§ WHAT YOU WILL DO
Lines from the top of the entries down to the line with "Image resolution: width=981" must be set down exactly as they stand, with both ends retained.

** AVAILABLE RECORDS follows **

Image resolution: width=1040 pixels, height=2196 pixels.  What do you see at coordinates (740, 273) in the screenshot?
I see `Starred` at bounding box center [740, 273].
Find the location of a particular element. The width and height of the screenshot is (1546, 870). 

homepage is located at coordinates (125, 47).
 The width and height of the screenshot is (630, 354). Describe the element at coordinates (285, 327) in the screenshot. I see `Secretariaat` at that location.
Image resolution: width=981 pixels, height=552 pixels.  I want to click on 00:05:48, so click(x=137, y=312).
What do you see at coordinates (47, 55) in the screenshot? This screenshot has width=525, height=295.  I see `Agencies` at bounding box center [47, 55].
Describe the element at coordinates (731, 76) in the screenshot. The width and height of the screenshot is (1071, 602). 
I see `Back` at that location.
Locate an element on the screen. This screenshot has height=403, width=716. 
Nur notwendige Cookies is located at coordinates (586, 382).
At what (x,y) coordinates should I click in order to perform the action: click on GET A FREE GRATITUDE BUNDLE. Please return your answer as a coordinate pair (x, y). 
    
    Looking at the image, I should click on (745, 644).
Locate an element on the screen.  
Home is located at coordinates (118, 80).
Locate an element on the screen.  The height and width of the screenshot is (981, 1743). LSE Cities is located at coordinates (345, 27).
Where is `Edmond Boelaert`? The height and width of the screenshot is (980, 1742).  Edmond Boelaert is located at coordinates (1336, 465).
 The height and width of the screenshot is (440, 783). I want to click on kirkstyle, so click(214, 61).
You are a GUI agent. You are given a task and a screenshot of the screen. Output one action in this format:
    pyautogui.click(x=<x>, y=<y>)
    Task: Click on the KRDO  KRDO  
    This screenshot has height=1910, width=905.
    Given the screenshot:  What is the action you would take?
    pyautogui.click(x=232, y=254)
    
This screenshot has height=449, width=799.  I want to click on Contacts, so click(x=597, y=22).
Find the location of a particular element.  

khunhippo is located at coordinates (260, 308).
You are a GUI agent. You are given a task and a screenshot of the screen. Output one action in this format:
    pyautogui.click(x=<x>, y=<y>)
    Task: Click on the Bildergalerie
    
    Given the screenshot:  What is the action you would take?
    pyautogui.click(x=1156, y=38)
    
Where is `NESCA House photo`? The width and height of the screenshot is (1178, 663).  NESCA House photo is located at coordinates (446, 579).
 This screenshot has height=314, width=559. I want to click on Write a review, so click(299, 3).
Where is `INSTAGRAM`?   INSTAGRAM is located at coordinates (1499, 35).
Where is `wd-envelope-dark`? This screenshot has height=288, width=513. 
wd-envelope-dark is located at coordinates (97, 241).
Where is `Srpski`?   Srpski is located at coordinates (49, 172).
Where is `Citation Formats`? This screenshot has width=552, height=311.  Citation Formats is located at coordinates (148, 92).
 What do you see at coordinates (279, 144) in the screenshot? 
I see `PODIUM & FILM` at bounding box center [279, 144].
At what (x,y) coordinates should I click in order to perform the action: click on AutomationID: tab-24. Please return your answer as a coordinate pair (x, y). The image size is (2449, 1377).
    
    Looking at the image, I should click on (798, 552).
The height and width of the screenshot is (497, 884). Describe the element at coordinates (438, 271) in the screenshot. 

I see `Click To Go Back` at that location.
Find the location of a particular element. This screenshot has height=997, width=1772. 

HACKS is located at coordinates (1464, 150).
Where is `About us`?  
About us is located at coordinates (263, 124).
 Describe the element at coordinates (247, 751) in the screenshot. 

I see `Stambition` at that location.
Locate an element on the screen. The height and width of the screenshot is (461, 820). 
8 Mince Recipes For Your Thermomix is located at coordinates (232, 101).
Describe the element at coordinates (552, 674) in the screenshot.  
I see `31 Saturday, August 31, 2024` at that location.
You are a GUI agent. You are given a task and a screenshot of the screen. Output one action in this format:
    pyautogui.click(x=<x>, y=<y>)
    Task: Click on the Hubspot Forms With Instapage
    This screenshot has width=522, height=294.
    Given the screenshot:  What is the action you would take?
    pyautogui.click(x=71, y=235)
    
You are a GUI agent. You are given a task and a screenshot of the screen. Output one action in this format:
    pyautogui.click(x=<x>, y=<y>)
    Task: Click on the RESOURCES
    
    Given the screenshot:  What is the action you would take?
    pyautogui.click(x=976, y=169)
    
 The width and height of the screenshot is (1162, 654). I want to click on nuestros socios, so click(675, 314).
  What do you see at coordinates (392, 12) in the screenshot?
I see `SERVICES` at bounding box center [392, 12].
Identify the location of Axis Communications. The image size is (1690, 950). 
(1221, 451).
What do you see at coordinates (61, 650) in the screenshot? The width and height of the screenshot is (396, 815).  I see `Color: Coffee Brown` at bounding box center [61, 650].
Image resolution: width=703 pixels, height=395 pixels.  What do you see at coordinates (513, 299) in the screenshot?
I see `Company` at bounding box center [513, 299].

** End of AVAILABLE RECORDS **

§ OUTPUT
Image resolution: width=1040 pixels, height=2196 pixels.  What do you see at coordinates (740, 273) in the screenshot?
I see `Starred` at bounding box center [740, 273].
Find the location of a particular element. The width and height of the screenshot is (1546, 870). 

homepage is located at coordinates (125, 47).
 The width and height of the screenshot is (630, 354). Describe the element at coordinates (285, 327) in the screenshot. I see `Secretariaat` at that location.
Image resolution: width=981 pixels, height=552 pixels.  I want to click on 00:05:48, so click(x=137, y=312).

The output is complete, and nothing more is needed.